Micro-Doppler effect is a vital feature of a target that reflects its oscillatory motions apart from bulk motion and provides an important evidence for target recognition with radars. However, establishing the micro-Doppler database poses a great challenge, since plenty of experiments are required to get the micro-Doppler signatures of different targets for the purpose of analyses and interpretations with radars, which are dramatically limited by high cost and time-consuming. Aiming to overcome these limits, a low-cost and powerful simulation platform of the micro-Doppler effects is proposed based on time-domain digital coding metasurface (TDCM).
View Article and Find Full Text PDFManipulations of multiple carrier frequencies are especially important in a variety of fields like radar detection and wireless communications. In conventional radio-frequency architecture, the multi-frequency control is implemented by microwave circuits, which are hard to integrate with antenna apertures, thus bringing the problems of expensive system and high power consumption. Previous studies demonstrate the possibility to jointly control the multiple harmonics using space-time-coding digital metasurface, but suffer from the drawback of inherent harmonic entanglement.
View Article and Find Full Text PDFIn the past few years, wireless communications based on digital coding metasurfaces have gained research interest owing to their simplified architectures and low cost. However, in most of the metasurface-based wireless systems, a single-polarization scenario is used, limiting the channel capacities. To solve the problem, multiplexing methods have been adopted, but the system complexity is inevitably increased.
View Article and Find Full Text PDFThe rapid development of space-time-coding metasurfaces (STCMs) offers a new avenue to manipulate spatial electromagnetic beams, waveforms, and frequency spectra simultaneously with high efficiency. To date, most studies are primarily focused on harmonic generations and independent controls of finite-order harmonics and their spatial waves, but the manipulations of continuously temporal waveforms that include much rich frequency spectral components are still limited in both theory and experiment based on STCM. Here, we propose a theoretical framework and method to generate frequency-modulated continuous waves (FMCWs) and control their spatial propagation behaviors simultaneously via a novel STCM with nonlinearly periodic phases.
View Article and Find Full Text PDFRecent progress in space-time-coding digital metasurface (STCM) manifests itself a powerful tool to engineer the properties of electromagnetic (EM) waves in both space and time domains, and greatly expands its capabilities from the physical manipulation to information processing. However, the current studies on STCM are focused under the synchrony frame, namely, all meta-atoms follow the same variation frequency. Here, an asynchronous STCM is proposed, where the meta-atoms are modulated by different time-coding periods.
View Article and Find Full Text PDFWe demonstrate that asymmetric acoustic wave transmission in a waveguide can be achieved via gradient index metamaterials (GIMs). We theoretically prove that the acoustic wave can be efficiently converted to surface waves (SWs) via GIMs. The GIMs in a waveguide can allow the transmission of acoustic waves in one direction but block them in the other direction.
View Article and Find Full Text PDFFabricating materials with customized characteristics for both electromagnetic (EM) and acoustic waves remain a significant challenge using the current technology, since the demand of multiphysical manipulation requires a variety of material parameters that are hard to satisfy in nature. However, the emergence of artificially structured materials provides a new degree of freedom to tailor the wave-matter interactions in dual physical domains at the subwavelength scale. Here, a bifunctional digital coding metamaterial (MM) is proposed to engineer the propagation behaviors of EM and acoustic waves simultaneously and independently.
View Article and Find Full Text PDFOptical non-linear phenomena are typically observed in natural materials interacting with light at high intensities, and they benefit a diverse range of applications from communication to sensing. However, controlling harmonic conversion with high efficiency and flexibility remains a major issue in modern optical and radio-frequency systems. Here, we introduce a dynamic time-domain digital-coding metasurface that enables efficient manipulation of spectral harmonic distribution.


## What is needed:
Reproduce only the lines that run from the line containing "The width and height of the screenshot is (1425, 795)." to the end of the entries below, exactly as they stand.

[Items listed in a dataset]
******

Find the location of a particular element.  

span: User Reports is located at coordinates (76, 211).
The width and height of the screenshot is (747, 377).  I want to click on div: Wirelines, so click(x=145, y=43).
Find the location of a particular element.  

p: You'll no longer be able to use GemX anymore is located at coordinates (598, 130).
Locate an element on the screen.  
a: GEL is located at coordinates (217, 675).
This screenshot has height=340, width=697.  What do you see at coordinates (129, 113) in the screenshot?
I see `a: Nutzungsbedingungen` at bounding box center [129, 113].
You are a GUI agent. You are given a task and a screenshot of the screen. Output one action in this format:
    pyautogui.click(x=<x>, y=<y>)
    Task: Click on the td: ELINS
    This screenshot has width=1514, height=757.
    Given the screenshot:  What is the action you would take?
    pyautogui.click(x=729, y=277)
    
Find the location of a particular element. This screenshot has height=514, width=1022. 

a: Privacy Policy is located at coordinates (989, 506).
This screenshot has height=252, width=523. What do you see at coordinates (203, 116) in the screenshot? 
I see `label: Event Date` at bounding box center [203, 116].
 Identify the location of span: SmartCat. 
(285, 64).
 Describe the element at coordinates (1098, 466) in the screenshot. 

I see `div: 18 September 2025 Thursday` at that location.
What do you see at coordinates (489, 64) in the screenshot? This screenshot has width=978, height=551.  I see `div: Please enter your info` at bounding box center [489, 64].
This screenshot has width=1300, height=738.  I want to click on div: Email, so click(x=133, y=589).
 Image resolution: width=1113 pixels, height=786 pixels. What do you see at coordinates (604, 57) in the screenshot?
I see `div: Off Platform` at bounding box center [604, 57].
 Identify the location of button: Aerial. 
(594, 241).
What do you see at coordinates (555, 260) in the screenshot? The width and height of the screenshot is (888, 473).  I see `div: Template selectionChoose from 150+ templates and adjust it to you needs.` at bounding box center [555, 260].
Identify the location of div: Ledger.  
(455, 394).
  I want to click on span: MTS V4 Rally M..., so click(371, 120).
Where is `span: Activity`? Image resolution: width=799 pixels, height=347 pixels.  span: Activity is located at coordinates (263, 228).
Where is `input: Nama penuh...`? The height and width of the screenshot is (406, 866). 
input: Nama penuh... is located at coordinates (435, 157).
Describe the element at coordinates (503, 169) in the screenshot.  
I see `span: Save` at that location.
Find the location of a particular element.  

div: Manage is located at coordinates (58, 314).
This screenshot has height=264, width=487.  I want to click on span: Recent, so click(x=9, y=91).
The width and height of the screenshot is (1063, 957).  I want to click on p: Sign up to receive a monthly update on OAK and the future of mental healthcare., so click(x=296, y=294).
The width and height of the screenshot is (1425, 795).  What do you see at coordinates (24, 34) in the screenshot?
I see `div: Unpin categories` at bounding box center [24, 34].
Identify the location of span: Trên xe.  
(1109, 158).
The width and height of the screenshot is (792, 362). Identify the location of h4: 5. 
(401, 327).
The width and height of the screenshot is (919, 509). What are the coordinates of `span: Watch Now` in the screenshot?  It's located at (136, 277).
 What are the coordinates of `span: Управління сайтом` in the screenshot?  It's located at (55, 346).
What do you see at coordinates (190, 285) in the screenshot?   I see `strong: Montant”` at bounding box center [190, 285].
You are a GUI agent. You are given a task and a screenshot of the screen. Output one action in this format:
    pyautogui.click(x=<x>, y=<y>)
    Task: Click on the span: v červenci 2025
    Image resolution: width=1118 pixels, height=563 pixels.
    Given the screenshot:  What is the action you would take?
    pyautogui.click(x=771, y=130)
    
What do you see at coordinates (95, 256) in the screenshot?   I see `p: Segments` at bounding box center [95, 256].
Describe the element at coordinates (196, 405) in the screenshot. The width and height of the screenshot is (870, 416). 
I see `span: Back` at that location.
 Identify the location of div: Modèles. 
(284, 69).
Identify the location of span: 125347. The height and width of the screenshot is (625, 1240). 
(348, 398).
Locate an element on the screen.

******

## Finished exercise:
The width and height of the screenshot is (1425, 795).  What do you see at coordinates (24, 34) in the screenshot?
I see `div: Unpin categories` at bounding box center [24, 34].
Identify the location of span: Trên xe.  
(1109, 158).
The width and height of the screenshot is (792, 362). Identify the location of h4: 5. 
(401, 327).
The width and height of the screenshot is (919, 509). What are the coordinates of `span: Watch Now` in the screenshot?  It's located at (136, 277).
 What are the coordinates of `span: Управління сайтом` in the screenshot?  It's located at (55, 346).
What do you see at coordinates (190, 285) in the screenshot?   I see `strong: Montant”` at bounding box center [190, 285].
You are a GUI agent. You are given a task and a screenshot of the screen. Output one action in this format:
    pyautogui.click(x=<x>, y=<y>)
    Task: Click on the span: v červenci 2025
    Image resolution: width=1118 pixels, height=563 pixels.
    Given the screenshot:  What is the action you would take?
    pyautogui.click(x=771, y=130)
    
What do you see at coordinates (95, 256) in the screenshot?   I see `p: Segments` at bounding box center [95, 256].
Describe the element at coordinates (196, 405) in the screenshot. The width and height of the screenshot is (870, 416). 
I see `span: Back` at that location.
 Identify the location of div: Modèles. 
(284, 69).
Identify the location of span: 125347. The height and width of the screenshot is (625, 1240). 
(348, 398).
Locate an element on the screen.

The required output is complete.